- **WHAT YOU NEED TO DO**: Output must match the data below exactly from its first line through the line that contains "This screenshot has", with no other line.

- **Records contained in a dataset**:
============================================================

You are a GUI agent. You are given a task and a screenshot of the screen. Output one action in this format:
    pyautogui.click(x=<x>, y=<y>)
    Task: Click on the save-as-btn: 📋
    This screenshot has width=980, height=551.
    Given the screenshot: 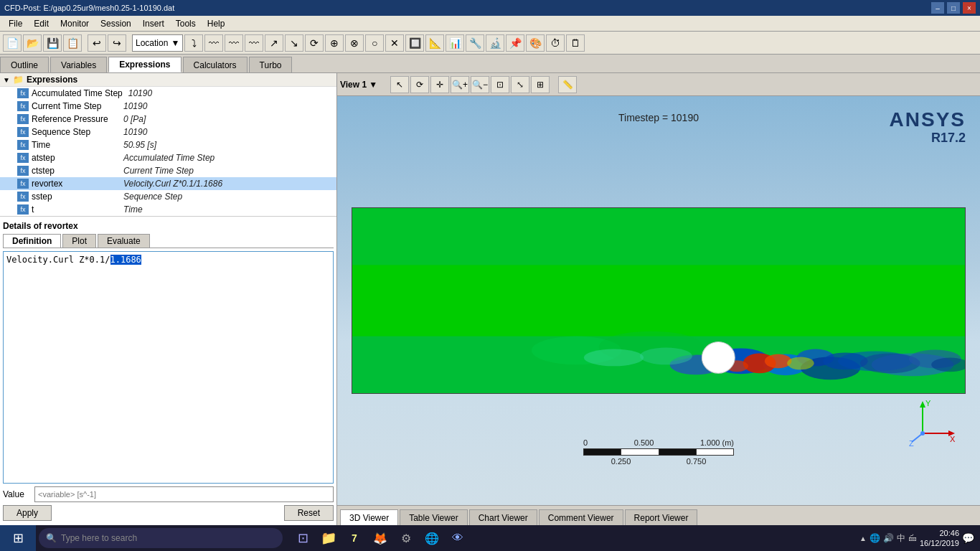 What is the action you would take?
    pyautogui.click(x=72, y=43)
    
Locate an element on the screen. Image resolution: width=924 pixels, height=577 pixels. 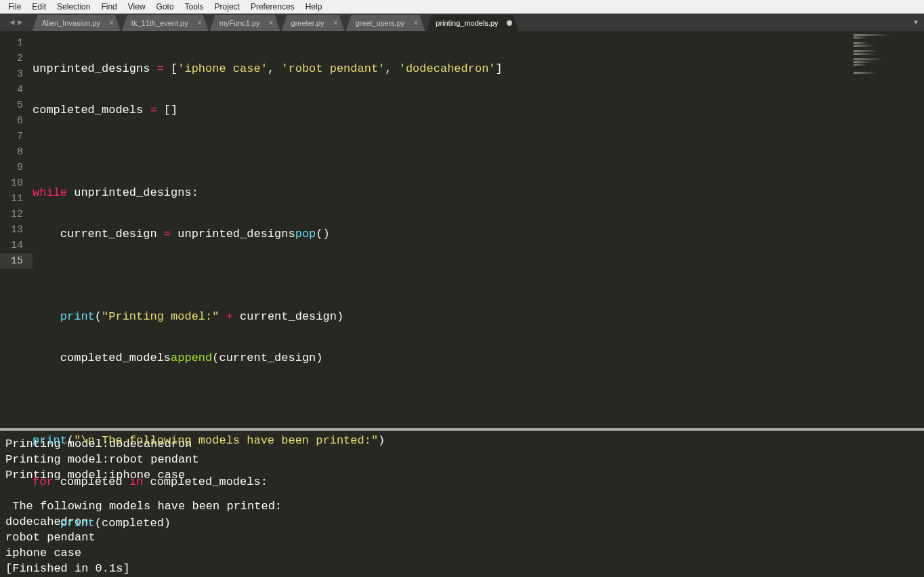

============================================================

- **YOUR SOLUTION**:
You are a GUI agent. You are given a task and a screenshot of the screen. Output one action in this format:
    pyautogui.click(x=<x>, y=<y>)
    Task: Click on the save-as-btn: 📋
    This screenshot has width=980, height=551.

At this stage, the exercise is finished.